White gulls in a gray mist mar the absolute,
scoring staggered arcs on the wet sky,
iambic stroke of wings muffled by struggle
to hold a course against the belling gusts.

One dips to skim a shimmer from the water—
dead-on accuracy despite the wind, a glide
and quick spearing—the inchling fish is there
then not, a flick of the head to swallow it,

and wings beat wind to climb again. The mind
lags behind events. Description is always
an account of the past, even the mind’s accounting
for itself. This is not another simple page

of birds and weather, though the lake throws squalls
at him and shaves the curls of foam from break-
ers’ crests. Ecume, he thinks, reflexively, Schaum,
and tries out phrases: the icy winter hisses,

the killing winter coos and coddles, it
dawdles and strokes his brow, his hands, his neck,
coldly, lasciviously


2.

Events bias the world.

The moment, say,
he saw her step
in blue from the doorway,
the dress she wore
a wrap of sky that coins
of sunlight spangled under maple leaves—

and shadows of leaves
that changed over her
as he walked beside,
the shifting regions
of deeper blue like fleeting,
obscure thoughts,
and the rest of the day
was changed, was more—

3.

The mind retreats from self to words, to breath—

No emptiness can last.

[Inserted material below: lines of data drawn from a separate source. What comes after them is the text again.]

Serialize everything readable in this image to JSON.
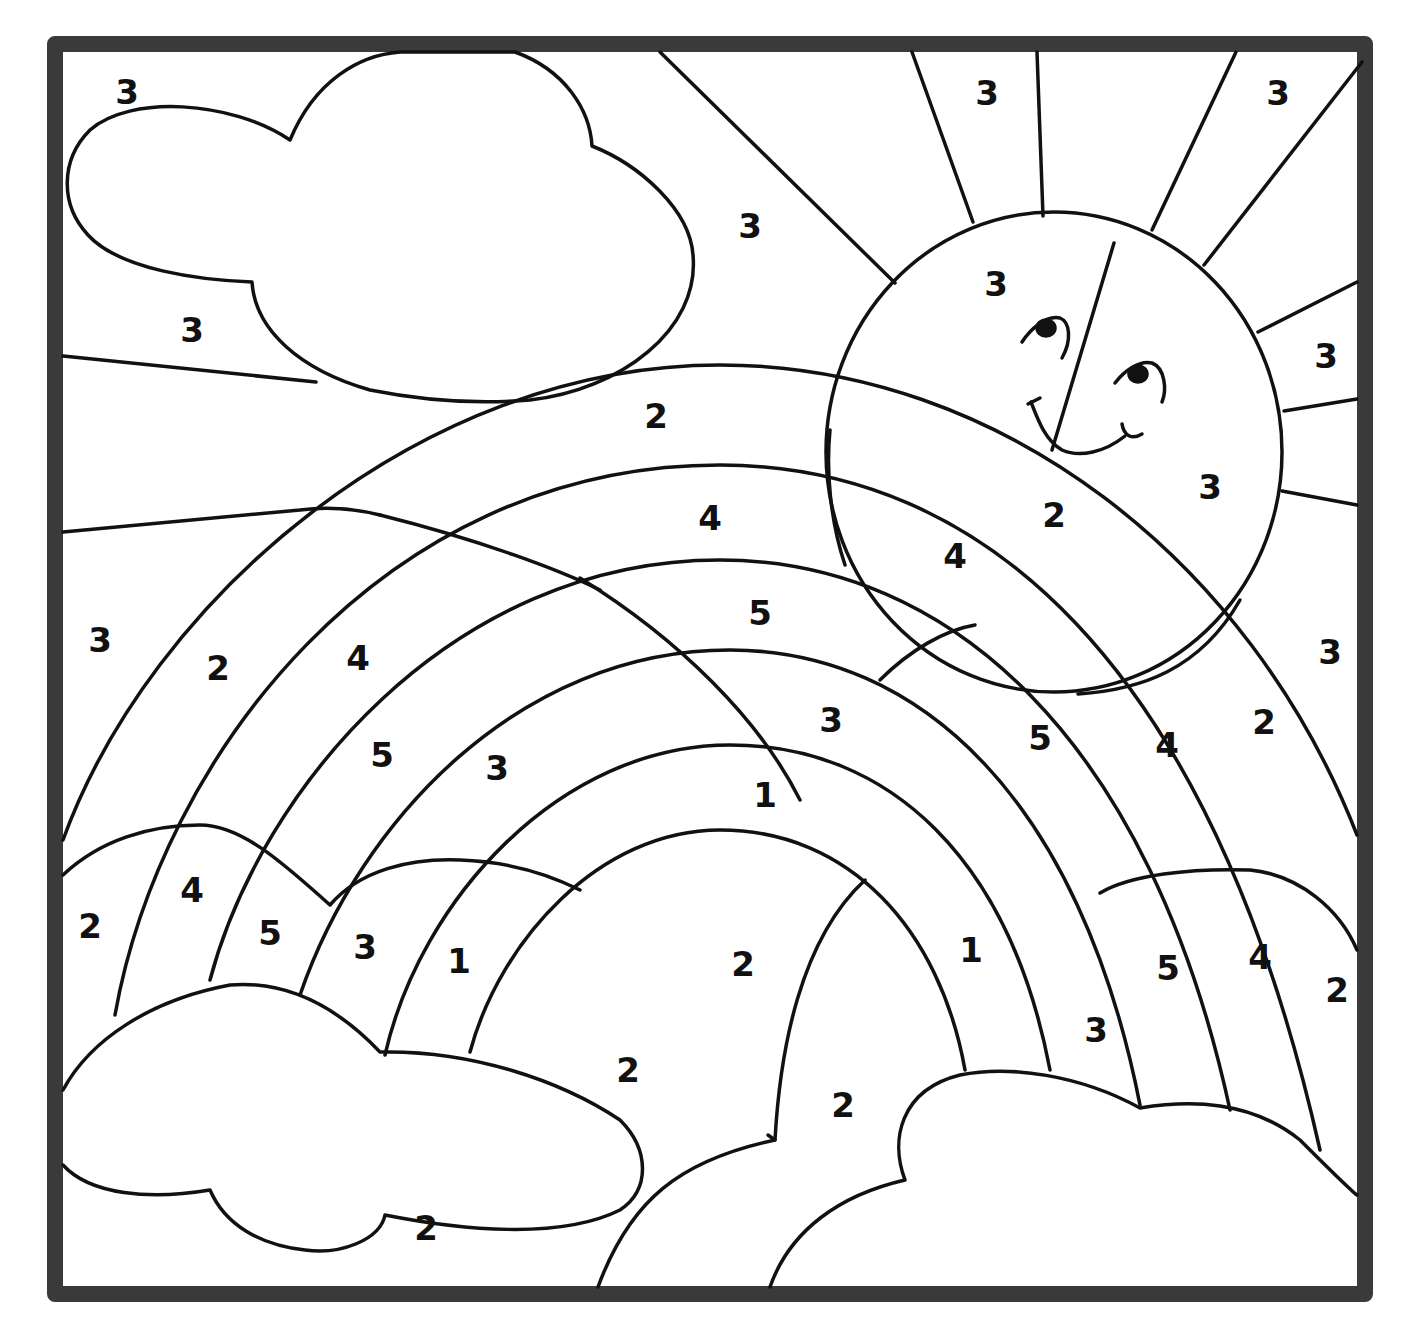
{
  "worksheet": {
    "type": "color-by-number",
    "subject": "rainbow with sun and clouds",
    "frame_color": "#3a3a3a",
    "line_color": "#111111",
    "background": "#ffffff"
  },
  "numbers": [
    {
      "v": "3",
      "x": 127,
      "y": 92
    },
    {
      "v": "3",
      "x": 750,
      "y": 226
    },
    {
      "v": "3",
      "x": 192,
      "y": 330
    },
    {
      "v": "3",
      "x": 987,
      "y": 93
    },
    {
      "v": "3",
      "x": 1278,
      "y": 93
    },
    {
      "v": "3",
      "x": 996,
      "y": 284
    },
    {
      "v": "3",
      "x": 1326,
      "y": 356
    },
    {
      "v": "3",
      "x": 1210,
      "y": 487
    },
    {
      "v": "3",
      "x": 1330,
      "y": 652
    },
    {
      "v": "2",
      "x": 656,
      "y": 416
    },
    {
      "v": "4",
      "x": 710,
      "y": 518
    },
    {
      "v": "2",
      "x": 1054,
      "y": 515
    },
    {
      "v": "4",
      "x": 955,
      "y": 556
    },
    {
      "v": "5",
      "x": 760,
      "y": 613
    },
    {
      "v": "3",
      "x": 100,
      "y": 640
    },
    {
      "v": "2",
      "x": 218,
      "y": 668
    },
    {
      "v": "4",
      "x": 358,
      "y": 658
    },
    {
      "v": "5",
      "x": 382,
      "y": 755
    },
    {
      "v": "3",
      "x": 497,
      "y": 768
    },
    {
      "v": "3",
      "x": 831,
      "y": 720
    },
    {
      "v": "5",
      "x": 1040,
      "y": 738
    },
    {
      "v": "4",
      "x": 1167,
      "y": 745
    },
    {
      "v": "2",
      "x": 1264,
      "y": 722
    },
    {
      "v": "1",
      "x": 765,
      "y": 795
    },
    {
      "v": "2",
      "x": 90,
      "y": 926
    },
    {
      "v": "4",
      "x": 192,
      "y": 890
    },
    {
      "v": "5",
      "x": 270,
      "y": 933
    },
    {
      "v": "3",
      "x": 365,
      "y": 947
    },
    {
      "v": "1",
      "x": 459,
      "y": 961
    },
    {
      "v": "2",
      "x": 743,
      "y": 964
    },
    {
      "v": "1",
      "x": 971,
      "y": 950
    },
    {
      "v": "5",
      "x": 1168,
      "y": 968
    },
    {
      "v": "4",
      "x": 1260,
      "y": 957
    },
    {
      "v": "2",
      "x": 1337,
      "y": 990
    },
    {
      "v": "3",
      "x": 1096,
      "y": 1030
    },
    {
      "v": "2",
      "x": 628,
      "y": 1070
    },
    {
      "v": "2",
      "x": 843,
      "y": 1105
    },
    {
      "v": "2",
      "x": 426,
      "y": 1228
    }
  ]
}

The mind digresses,
and wind that stood a moment for non-being,

for not-thinking, and held true for that moment
the bluff broad gust had filled—the noisy self

forgotten and blank and blown through rain and cold—
the wind now slacks and turns. And the word wisp

the Old Norse visk, a stick, and then whisk broom,
and whisker, thinning to wisp, a thing dissolving

against the sky, as light as a hair and lost,
and verge, the border dividing sand and water,

water and sky, self and wind, wispy foam and gone.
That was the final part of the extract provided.